Confidentiality

Last reviewed: 12/22/2022

Confidentiality, Patient Rights, & Patient Responsibilities

Columbia Health adheres to strict standards of confidentiality regarding health-related information, services rendered, or any other privileged information to which Columbia Health has access. Please review the Notice of Privacy Practices, Patient Rights, Patient Responsibilities, and unit specific details below.

Communicating with Us

Throughout our website, we list email addresses as a convenient option for contacting Columbia Health. However, we cannot guarantee the confidentiality or immediacy of email communication, and therefore, email should never be used in an emergency.

Students: please use the secure messaging on the Patient Portal in lieu of email. You will need your UNI and password.

Notice of Privacy Practices

These records are not part of students’ educational records and are not available to deans or faculty. To further protect the privacy of students, we require students' written consent (for Counseling and Psychological Services as well as for Medical Services) to release information about their care.

There are rare exceptions to the right to privacy and to the confidentiality practices described above, such as in situations that pose a threat to life or in which there is reason to believe a child is being abused. If you have questions regarding our confidentiality policies, contact us:

  • For Counseling and Psychological Services, questions may be directed to Associate Director for Operations at 212-854-2878.
  • For Medical Services, questions may be directed to Associate Director of Patient Services at 212-854-7426.
  • For more information about patients' rights and responsibilities, download the Patient Bill of Rights and the Patient Responsibilities resources.

Clinicians work as a team and consult with one another as needed. When necessary to insure the quality and coordination of care, there may also be communication between these two clinical services and other divisions of Columbia Health.

Each clinical service maintains secure and private treatment records. Read our Notice of Privacy Practices for more info.

The Family Educational Rights Privacy Act (FERPA) regulates disclosure of disability documentation and records maintained by Disability Services. Under this federal act, prior written consent by the student is required before Disability Services may release disability documentation or records, except under very specific circumstances. Read our Notice of Privacy Practices for more info.

Neither your registration with Disability Services nor approval for accommodations is indicated in any way on your Columbia transcript.

Sexual Violence Response is a New York State-certified rape crisis center, providing confidential crisis counseling, intervention, and advocacy on behalf of survivors of violence.

Under N.Y. CPLR § 4510 – New York State Rape Crisis Counselor Confidentiality, a rape crisis counselor shall not be required to disclose a communication made by his or her client to him or her, or advice given thereon, in the course of his or her services nor shall any clerk, stenographer or other person working for the same program as the rape crisis counselor or for the rape crisis counselor be allowed to disclose any such communication or advice given thereon nor shall any records made in the course of the services given to the client or recording of any communications made by or to a client be required to be disclosed, nor shall the client be compelled to disclose such communication or records, except:

  1. that a rape crisis counselor may disclose such otherwise confidential communication to the extent authorized by the client; 
  2. that a rape crisis counselor shall not be required to treat as confidential a communication by a client which reveals the intent to commit a crime or harmful act; 
  3. in a case in which the client waives the privilege by instituting charges against the rape crisis counselor or the rape crisis program and such action or proceeding involves confidential communications between the client and the rape crisis counselor.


■ YOUR TASK
The expected output is every entry, repeated word for word.

■ EXTRACTED RECORDS
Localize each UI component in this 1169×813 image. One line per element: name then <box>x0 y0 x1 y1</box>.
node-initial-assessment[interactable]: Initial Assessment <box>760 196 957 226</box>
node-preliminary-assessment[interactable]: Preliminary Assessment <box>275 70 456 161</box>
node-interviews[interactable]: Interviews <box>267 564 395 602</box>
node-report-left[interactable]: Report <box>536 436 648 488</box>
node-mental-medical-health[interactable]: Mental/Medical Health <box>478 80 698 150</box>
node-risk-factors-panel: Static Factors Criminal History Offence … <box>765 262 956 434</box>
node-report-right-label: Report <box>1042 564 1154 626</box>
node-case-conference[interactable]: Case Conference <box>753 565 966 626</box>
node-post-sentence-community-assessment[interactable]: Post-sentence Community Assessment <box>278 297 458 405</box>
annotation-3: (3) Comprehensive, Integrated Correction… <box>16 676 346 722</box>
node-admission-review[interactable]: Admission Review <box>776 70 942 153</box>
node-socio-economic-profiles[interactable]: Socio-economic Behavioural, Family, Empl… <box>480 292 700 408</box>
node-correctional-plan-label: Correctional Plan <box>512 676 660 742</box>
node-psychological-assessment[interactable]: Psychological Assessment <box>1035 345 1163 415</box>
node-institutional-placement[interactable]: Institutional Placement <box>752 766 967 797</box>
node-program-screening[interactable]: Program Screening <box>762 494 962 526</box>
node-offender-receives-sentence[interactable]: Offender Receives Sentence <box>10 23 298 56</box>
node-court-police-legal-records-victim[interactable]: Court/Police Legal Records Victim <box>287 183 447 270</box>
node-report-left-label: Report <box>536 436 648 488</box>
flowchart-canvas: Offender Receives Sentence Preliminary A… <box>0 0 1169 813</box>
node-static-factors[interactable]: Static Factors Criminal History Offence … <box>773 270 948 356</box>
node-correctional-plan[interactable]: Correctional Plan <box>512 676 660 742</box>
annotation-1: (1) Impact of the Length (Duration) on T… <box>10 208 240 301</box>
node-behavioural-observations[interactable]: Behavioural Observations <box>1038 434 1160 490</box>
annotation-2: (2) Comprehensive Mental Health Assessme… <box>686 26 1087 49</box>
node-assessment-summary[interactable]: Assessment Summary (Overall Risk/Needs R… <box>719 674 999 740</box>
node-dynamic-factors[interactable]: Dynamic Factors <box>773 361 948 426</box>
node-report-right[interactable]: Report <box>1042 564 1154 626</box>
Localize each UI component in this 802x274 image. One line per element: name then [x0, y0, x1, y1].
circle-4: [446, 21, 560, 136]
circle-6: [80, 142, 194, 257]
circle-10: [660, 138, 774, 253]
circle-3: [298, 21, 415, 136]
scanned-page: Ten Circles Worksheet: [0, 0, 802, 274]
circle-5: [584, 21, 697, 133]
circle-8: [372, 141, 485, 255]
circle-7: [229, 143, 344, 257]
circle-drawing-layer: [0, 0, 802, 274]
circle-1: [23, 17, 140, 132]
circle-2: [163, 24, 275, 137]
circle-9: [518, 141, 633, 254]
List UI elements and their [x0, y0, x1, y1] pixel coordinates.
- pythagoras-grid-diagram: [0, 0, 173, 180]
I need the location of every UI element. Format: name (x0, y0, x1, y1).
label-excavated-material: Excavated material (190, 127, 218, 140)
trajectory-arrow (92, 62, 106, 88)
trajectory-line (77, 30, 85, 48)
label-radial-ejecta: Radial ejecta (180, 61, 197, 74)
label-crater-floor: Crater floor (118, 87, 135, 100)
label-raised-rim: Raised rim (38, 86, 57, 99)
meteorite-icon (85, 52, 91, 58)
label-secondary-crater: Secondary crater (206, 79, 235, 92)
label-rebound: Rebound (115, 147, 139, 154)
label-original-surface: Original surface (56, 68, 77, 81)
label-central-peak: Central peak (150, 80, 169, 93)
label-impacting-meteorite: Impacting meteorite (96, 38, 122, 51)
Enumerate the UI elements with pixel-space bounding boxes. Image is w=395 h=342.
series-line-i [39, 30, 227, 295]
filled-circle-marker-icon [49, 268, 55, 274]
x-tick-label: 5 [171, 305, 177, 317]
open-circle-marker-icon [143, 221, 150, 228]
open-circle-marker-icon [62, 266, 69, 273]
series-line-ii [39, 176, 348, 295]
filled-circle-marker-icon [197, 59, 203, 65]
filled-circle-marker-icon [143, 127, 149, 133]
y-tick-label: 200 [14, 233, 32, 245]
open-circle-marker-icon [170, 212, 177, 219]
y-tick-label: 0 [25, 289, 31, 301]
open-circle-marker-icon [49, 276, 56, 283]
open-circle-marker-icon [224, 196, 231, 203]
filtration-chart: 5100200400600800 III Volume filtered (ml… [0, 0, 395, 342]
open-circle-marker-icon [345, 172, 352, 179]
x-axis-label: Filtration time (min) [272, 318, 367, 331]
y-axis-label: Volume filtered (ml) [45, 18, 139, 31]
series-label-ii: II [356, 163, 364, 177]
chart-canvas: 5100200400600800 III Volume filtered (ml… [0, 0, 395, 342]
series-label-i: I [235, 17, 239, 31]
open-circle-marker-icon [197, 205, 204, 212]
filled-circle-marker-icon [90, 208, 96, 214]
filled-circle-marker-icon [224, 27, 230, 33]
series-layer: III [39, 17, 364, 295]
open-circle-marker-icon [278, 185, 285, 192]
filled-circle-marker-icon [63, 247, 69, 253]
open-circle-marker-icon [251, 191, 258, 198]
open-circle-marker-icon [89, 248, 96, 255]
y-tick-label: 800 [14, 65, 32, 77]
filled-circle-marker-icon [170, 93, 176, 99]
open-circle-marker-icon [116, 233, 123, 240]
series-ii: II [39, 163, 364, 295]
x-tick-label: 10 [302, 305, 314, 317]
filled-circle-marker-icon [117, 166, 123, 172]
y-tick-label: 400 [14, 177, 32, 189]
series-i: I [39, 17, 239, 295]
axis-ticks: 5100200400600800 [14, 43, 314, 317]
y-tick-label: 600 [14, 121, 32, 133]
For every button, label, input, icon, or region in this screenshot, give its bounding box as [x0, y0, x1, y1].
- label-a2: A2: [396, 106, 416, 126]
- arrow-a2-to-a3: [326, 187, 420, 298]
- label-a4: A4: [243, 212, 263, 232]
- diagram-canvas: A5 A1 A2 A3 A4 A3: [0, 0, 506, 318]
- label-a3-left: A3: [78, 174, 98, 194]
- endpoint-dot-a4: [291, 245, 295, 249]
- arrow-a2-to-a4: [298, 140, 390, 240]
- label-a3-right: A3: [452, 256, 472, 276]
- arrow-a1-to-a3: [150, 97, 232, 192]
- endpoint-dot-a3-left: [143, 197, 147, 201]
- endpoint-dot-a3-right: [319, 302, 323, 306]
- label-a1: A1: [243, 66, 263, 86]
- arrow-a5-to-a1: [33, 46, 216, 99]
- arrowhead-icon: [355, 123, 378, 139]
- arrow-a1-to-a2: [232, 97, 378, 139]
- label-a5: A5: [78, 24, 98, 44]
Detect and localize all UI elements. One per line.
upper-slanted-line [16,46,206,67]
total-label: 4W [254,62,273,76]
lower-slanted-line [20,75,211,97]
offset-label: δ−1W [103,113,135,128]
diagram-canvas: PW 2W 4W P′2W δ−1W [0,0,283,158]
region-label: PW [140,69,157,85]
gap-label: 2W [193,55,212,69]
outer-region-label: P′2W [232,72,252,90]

■ EXERCISE ANSWER
Localize each UI component in this 1169×813 image. One line per element: name then <box>x0 y0 x1 y1</box>.
node-initial-assessment[interactable]: Initial Assessment <box>760 196 957 226</box>
node-preliminary-assessment[interactable]: Preliminary Assessment <box>275 70 456 161</box>
node-interviews[interactable]: Interviews <box>267 564 395 602</box>
node-report-left[interactable]: Report <box>536 436 648 488</box>
node-mental-medical-health[interactable]: Mental/Medical Health <box>478 80 698 150</box>
node-risk-factors-panel: Static Factors Criminal History Offence … <box>765 262 956 434</box>
node-report-right-label: Report <box>1042 564 1154 626</box>
node-case-conference[interactable]: Case Conference <box>753 565 966 626</box>
node-post-sentence-community-assessment[interactable]: Post-sentence Community Assessment <box>278 297 458 405</box>
annotation-3: (3) Comprehensive, Integrated Correction… <box>16 676 346 722</box>
node-admission-review[interactable]: Admission Review <box>776 70 942 153</box>
node-socio-economic-profiles[interactable]: Socio-economic Behavioural, Family, Empl… <box>480 292 700 408</box>
node-correctional-plan-label: Correctional Plan <box>512 676 660 742</box>
node-psychological-assessment[interactable]: Psychological Assessment <box>1035 345 1163 415</box>
node-institutional-placement[interactable]: Institutional Placement <box>752 766 967 797</box>
node-program-screening[interactable]: Program Screening <box>762 494 962 526</box>
node-offender-receives-sentence[interactable]: Offender Receives Sentence <box>10 23 298 56</box>
node-court-police-legal-records-victim[interactable]: Court/Police Legal Records Victim <box>287 183 447 270</box>
node-report-left-label: Report <box>536 436 648 488</box>
flowchart-canvas: Offender Receives Sentence Preliminary A… <box>0 0 1169 813</box>
node-static-factors[interactable]: Static Factors Criminal History Offence … <box>773 270 948 356</box>
node-correctional-plan[interactable]: Correctional Plan <box>512 676 660 742</box>
annotation-1: (1) Impact of the Length (Duration) on T… <box>10 208 240 301</box>
node-behavioural-observations[interactable]: Behavioural Observations <box>1038 434 1160 490</box>
annotation-2: (2) Comprehensive Mental Health Assessme… <box>686 26 1087 49</box>
node-assessment-summary[interactable]: Assessment Summary (Overall Risk/Needs R… <box>719 674 999 740</box>
node-dynamic-factors[interactable]: Dynamic Factors <box>773 361 948 426</box>
node-report-right[interactable]: Report <box>1042 564 1154 626</box>
Localize each UI component in this 802x274 image. One line per element: name then [x0, y0, x1, y1].
circle-4: [446, 21, 560, 136]
circle-6: [80, 142, 194, 257]
circle-10: [660, 138, 774, 253]
circle-3: [298, 21, 415, 136]
scanned-page: Ten Circles Worksheet: [0, 0, 802, 274]
circle-5: [584, 21, 697, 133]
circle-8: [372, 141, 485, 255]
circle-7: [229, 143, 344, 257]
circle-drawing-layer: [0, 0, 802, 274]
circle-1: [23, 17, 140, 132]
circle-2: [163, 24, 275, 137]
circle-9: [518, 141, 633, 254]
List UI elements and their [x0, y0, x1, y1] pixel coordinates.
- pythagoras-grid-diagram: [0, 0, 173, 180]
I need the location of every UI element. Format: name (x0, y0, x1, y1).
label-excavated-material: Excavated material (190, 127, 218, 140)
trajectory-arrow (92, 62, 106, 88)
trajectory-line (77, 30, 85, 48)
label-radial-ejecta: Radial ejecta (180, 61, 197, 74)
label-crater-floor: Crater floor (118, 87, 135, 100)
label-raised-rim: Raised rim (38, 86, 57, 99)
meteorite-icon (85, 52, 91, 58)
label-secondary-crater: Secondary crater (206, 79, 235, 92)
label-rebound: Rebound (115, 147, 139, 154)
label-original-surface: Original surface (56, 68, 77, 81)
label-central-peak: Central peak (150, 80, 169, 93)
label-impacting-meteorite: Impacting meteorite (96, 38, 122, 51)
Enumerate the UI elements with pixel-space bounding boxes. Image is w=395 h=342.
series-line-i [39, 30, 227, 295]
filled-circle-marker-icon [49, 268, 55, 274]
x-tick-label: 5 [171, 305, 177, 317]
open-circle-marker-icon [143, 221, 150, 228]
open-circle-marker-icon [62, 266, 69, 273]
series-line-ii [39, 176, 348, 295]
filled-circle-marker-icon [197, 59, 203, 65]
filled-circle-marker-icon [143, 127, 149, 133]
y-tick-label: 200 [14, 233, 32, 245]
open-circle-marker-icon [170, 212, 177, 219]
y-tick-label: 0 [25, 289, 31, 301]
open-circle-marker-icon [49, 276, 56, 283]
open-circle-marker-icon [224, 196, 231, 203]
filtration-chart: 5100200400600800 III Volume filtered (ml… [0, 0, 395, 342]
open-circle-marker-icon [345, 172, 352, 179]
x-axis-label: Filtration time (min) [272, 318, 367, 331]
y-axis-label: Volume filtered (ml) [45, 18, 139, 31]
series-label-ii: II [356, 163, 364, 177]
chart-canvas: 5100200400600800 III Volume filtered (ml… [0, 0, 395, 342]
series-label-i: I [235, 17, 239, 31]
open-circle-marker-icon [197, 205, 204, 212]
filled-circle-marker-icon [90, 208, 96, 214]
filled-circle-marker-icon [224, 27, 230, 33]
series-layer: III [39, 17, 364, 295]
open-circle-marker-icon [278, 185, 285, 192]
filled-circle-marker-icon [63, 247, 69, 253]
open-circle-marker-icon [251, 191, 258, 198]
open-circle-marker-icon [89, 248, 96, 255]
y-tick-label: 800 [14, 65, 32, 77]
filled-circle-marker-icon [170, 93, 176, 99]
open-circle-marker-icon [116, 233, 123, 240]
series-ii: II [39, 163, 364, 295]
x-tick-label: 10 [302, 305, 314, 317]
filled-circle-marker-icon [117, 166, 123, 172]
y-tick-label: 400 [14, 177, 32, 189]
series-i: I [39, 17, 239, 295]
axis-ticks: 5100200400600800 [14, 43, 314, 317]
y-tick-label: 600 [14, 121, 32, 133]
For every button, label, input, icon, or region in this screenshot, give its bounding box as [x0, y0, x1, y1].
- label-a2: A2: [396, 106, 416, 126]
- arrow-a2-to-a3: [326, 187, 420, 298]
- label-a4: A4: [243, 212, 263, 232]
- diagram-canvas: A5 A1 A2 A3 A4 A3: [0, 0, 506, 318]
- label-a3-left: A3: [78, 174, 98, 194]
- endpoint-dot-a4: [291, 245, 295, 249]
- arrow-a2-to-a4: [298, 140, 390, 240]
- label-a3-right: A3: [452, 256, 472, 276]
- arrow-a1-to-a3: [150, 97, 232, 192]
- endpoint-dot-a3-left: [143, 197, 147, 201]
- endpoint-dot-a3-right: [319, 302, 323, 306]
- label-a1: A1: [243, 66, 263, 86]
- arrow-a5-to-a1: [33, 46, 216, 99]
- arrowhead-icon: [355, 123, 378, 139]
- arrow-a1-to-a2: [232, 97, 378, 139]
- label-a5: A5: [78, 24, 98, 44]
Detect and localize all UI elements. One per line.
upper-slanted-line [16,46,206,67]
total-label: 4W [254,62,273,76]
lower-slanted-line [20,75,211,97]
offset-label: δ−1W [103,113,135,128]
diagram-canvas: PW 2W 4W P′2W δ−1W [0,0,283,158]
region-label: PW [140,69,157,85]
gap-label: 2W [193,55,212,69]
outer-region-label: P′2W [232,72,252,90]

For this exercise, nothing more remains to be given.